Nihilism is the true, underlying force driving Mamdani's voters.
In philosophy, nihilism is the belief that life has no inherent meaning, value, or purpose.
It rejects objective truth, morality, and knowledge — and ultimately leads to despair.
No political movement better embodies this idea than the Mamdani vote.
For these voters, truth, morality, and even knowledge are meaningless. What remains is despair — the logical outcome of believing in nothing at all.
This is not just a philosophy; it’s a political posture born from rejecting truth itself.
That's why appealing to these voters is nearly impossible.
They don't just believe in nothing — they believe in the virtue of believing in nothing.
Gouverneur Morris, a signer of the Declaration of Independence and the man many credit as the author of the Constitution's preamble, once served as America's ambassador to France during the French Revolution.
Observing the chaos around him, he remarked that the French people "prefer lightning to light."
They valued the brief thrill of a lightning strike — its sudden energy, its spectacle — more than the steady illumination that true light brings.
But when lightning fades, it leaves only destruction behind – in France's case a "Reign of Terror."
So it is with nihilists.
They don't value light or knowledge; there's no point, since they believe nothing is worth learning. The flash itself — the noise, the energy, the spectacle — is all they seek.
That’s what Mamdani’s voters crave: the thrill of upheaval, the excitement of destruction.
These voters are not Marxists, Communists, or Jihadists in any coherent sense.
They are driven less by ideology than by frustration — by a kind of existential despair that finds satisfaction in tearing things down.
Destruction is exhilarating. Watching it unfold feels powerful, even "cool."
They don’t pursue consistency or principle. They want to watch the system burn — not to replace it, but simply to feel something.
How do you govern a city filled with such a mindset?
You don't.
You win the election, count the silver, and move on.
And when governing inevitably fails, how do you get re-elected?
By feeding the public's appetite for destruction through schadenfreude — a German term that describes the pleasure one feels at another’s misfortune.
Think of the crowd cheering as a gladiator kills his opponent in the arena.
That, Morris argues, is the essence of Mamdani's political appeal.
Donald Trump, Mamdani predicts, will fight him fiercely — and the resulting storm between them will give the public what the Romans once called "bread and circuses": spectacle and distraction.
Entertainment that feels thrilling precisely because, to nihilists, nothing truly matters.
So what if the subways don't run or the police lose control of the streets?
As poet Edna St. Vincent Millay wrote:
"My candle burns at both ends;
It will not last the night;
But ah, my foes, and oh, my friends—
It gives a lovely light!"
The flame burns bright — but only for a moment.
Dick Morris is a political strategist and author who has advised several U.S. presidents, governors, and mayors over a 40-year career. Read Dick Morris' Reports — here.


▶ [Aim of the exercise] In the records below, find the line containing "Identify the location of div: S"; give it again exactly, along with every line that follows, and nothing else.

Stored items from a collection

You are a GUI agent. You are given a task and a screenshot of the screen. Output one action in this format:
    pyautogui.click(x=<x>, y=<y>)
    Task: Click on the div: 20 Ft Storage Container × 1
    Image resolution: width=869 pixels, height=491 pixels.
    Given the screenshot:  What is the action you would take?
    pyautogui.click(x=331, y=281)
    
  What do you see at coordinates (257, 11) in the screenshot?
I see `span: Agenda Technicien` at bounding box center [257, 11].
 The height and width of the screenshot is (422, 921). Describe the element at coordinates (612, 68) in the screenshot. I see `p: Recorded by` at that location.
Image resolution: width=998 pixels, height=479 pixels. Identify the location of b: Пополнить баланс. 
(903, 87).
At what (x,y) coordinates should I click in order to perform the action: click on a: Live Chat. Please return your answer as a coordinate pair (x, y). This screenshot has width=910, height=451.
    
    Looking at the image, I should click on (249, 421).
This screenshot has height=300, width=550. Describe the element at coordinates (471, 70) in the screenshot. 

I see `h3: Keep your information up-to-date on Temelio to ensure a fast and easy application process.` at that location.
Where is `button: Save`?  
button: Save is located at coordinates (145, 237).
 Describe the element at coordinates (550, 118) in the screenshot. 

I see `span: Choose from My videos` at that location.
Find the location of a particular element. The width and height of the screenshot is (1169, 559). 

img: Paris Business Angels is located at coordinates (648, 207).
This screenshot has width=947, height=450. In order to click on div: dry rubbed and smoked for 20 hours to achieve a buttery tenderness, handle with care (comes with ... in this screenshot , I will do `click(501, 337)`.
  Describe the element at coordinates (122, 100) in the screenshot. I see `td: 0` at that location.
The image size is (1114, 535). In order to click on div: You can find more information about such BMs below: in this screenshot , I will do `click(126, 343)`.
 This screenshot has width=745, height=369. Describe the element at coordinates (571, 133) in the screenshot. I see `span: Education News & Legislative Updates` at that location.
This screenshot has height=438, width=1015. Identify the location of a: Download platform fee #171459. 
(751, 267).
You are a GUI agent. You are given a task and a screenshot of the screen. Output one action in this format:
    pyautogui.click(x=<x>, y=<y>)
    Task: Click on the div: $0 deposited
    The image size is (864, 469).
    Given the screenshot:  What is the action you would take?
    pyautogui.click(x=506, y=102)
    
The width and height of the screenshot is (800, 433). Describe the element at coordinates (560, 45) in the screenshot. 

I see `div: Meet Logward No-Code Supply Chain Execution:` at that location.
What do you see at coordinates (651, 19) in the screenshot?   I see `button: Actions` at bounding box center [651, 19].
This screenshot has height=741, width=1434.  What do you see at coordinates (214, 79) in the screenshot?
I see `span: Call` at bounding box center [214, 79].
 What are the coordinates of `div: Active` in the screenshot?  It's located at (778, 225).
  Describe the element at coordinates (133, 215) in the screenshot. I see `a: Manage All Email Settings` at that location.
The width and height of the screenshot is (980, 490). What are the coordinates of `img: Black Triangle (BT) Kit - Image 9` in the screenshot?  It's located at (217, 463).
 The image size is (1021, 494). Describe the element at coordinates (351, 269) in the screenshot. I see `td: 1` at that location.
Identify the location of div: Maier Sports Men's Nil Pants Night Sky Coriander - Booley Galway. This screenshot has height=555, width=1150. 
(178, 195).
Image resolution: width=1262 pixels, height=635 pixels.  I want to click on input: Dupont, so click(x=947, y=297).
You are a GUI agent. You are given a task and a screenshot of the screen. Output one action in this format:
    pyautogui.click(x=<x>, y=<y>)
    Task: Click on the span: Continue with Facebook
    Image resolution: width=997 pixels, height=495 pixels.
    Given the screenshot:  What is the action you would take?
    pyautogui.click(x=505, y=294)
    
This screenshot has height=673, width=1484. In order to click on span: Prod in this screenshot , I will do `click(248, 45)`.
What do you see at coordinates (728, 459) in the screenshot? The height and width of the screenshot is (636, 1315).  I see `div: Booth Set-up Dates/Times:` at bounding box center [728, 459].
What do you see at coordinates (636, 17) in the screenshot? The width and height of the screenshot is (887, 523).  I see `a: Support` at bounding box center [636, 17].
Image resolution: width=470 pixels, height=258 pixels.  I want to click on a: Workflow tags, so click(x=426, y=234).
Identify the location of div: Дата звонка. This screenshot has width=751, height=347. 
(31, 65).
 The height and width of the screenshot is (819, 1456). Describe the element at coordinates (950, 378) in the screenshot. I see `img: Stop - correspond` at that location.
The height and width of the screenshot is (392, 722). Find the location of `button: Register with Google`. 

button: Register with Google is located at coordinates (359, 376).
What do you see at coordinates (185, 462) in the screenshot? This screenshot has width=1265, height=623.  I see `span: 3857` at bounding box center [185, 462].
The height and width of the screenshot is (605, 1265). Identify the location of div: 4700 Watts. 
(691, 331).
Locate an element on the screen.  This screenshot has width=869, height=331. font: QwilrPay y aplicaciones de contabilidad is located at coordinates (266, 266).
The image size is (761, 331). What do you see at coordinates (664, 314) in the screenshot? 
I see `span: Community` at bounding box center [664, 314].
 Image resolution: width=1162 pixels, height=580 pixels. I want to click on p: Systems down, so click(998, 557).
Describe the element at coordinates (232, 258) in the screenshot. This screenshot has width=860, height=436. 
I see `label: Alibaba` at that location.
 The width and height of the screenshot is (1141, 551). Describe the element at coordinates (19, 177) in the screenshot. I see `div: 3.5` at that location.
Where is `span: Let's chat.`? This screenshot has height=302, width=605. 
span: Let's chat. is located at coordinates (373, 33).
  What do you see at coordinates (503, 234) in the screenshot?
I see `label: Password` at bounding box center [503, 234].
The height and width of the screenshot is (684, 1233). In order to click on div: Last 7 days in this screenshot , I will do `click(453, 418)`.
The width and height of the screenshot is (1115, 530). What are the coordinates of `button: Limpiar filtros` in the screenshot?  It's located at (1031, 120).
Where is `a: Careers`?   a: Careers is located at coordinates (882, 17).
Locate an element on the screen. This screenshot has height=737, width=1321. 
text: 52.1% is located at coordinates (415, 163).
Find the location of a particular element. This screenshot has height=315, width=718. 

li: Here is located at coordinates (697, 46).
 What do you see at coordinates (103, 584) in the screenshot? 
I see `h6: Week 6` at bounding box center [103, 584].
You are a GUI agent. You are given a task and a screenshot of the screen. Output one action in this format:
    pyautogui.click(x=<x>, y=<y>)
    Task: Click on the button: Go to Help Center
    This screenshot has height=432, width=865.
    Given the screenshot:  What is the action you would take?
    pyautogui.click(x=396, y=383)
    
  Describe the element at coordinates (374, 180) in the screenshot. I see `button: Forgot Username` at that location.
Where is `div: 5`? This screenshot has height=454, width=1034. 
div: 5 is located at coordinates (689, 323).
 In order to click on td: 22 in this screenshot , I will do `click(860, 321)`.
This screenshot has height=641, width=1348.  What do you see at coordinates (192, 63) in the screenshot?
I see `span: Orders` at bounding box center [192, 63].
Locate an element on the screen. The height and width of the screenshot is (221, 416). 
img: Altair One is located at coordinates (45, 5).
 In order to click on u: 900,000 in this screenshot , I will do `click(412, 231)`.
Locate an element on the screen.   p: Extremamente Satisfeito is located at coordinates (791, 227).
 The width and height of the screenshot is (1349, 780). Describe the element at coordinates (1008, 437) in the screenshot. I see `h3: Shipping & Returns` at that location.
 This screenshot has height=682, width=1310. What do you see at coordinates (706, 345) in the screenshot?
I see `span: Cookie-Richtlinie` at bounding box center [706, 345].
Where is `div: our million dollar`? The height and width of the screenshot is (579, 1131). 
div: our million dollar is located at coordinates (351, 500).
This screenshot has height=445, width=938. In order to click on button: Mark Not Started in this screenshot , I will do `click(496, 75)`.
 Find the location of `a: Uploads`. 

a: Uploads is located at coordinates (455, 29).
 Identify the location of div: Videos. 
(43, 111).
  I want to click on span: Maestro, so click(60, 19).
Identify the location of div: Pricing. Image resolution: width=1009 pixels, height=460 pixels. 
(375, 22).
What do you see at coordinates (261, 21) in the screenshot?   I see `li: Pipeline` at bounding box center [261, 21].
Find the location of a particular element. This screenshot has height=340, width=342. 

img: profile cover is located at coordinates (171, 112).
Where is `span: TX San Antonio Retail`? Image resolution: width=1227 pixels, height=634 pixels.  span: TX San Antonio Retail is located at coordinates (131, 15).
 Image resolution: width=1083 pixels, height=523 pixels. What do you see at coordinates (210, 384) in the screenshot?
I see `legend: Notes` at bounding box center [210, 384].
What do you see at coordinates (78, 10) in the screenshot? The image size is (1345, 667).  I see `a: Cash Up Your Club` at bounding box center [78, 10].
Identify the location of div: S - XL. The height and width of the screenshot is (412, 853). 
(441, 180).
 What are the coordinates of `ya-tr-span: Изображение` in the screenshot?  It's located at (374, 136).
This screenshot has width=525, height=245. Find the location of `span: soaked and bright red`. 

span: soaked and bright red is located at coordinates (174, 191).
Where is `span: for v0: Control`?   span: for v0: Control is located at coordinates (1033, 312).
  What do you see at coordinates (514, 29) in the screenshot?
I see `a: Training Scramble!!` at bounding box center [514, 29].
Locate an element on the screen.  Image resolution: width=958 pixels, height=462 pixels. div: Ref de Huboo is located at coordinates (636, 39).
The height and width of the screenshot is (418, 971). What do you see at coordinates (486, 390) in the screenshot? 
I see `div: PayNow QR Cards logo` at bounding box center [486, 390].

▶ [Answer for this exercise]
Identify the location of div: S - XL. The height and width of the screenshot is (412, 853). 
(441, 180).
 What are the coordinates of `ya-tr-span: Изображение` in the screenshot?  It's located at (374, 136).
This screenshot has width=525, height=245. Find the location of `span: soaked and bright red`. 

span: soaked and bright red is located at coordinates (174, 191).
Where is `span: for v0: Control`?   span: for v0: Control is located at coordinates (1033, 312).
  What do you see at coordinates (514, 29) in the screenshot?
I see `a: Training Scramble!!` at bounding box center [514, 29].
Locate an element on the screen.  Image resolution: width=958 pixels, height=462 pixels. div: Ref de Huboo is located at coordinates (636, 39).
The height and width of the screenshot is (418, 971). What do you see at coordinates (486, 390) in the screenshot? 
I see `div: PayNow QR Cards logo` at bounding box center [486, 390].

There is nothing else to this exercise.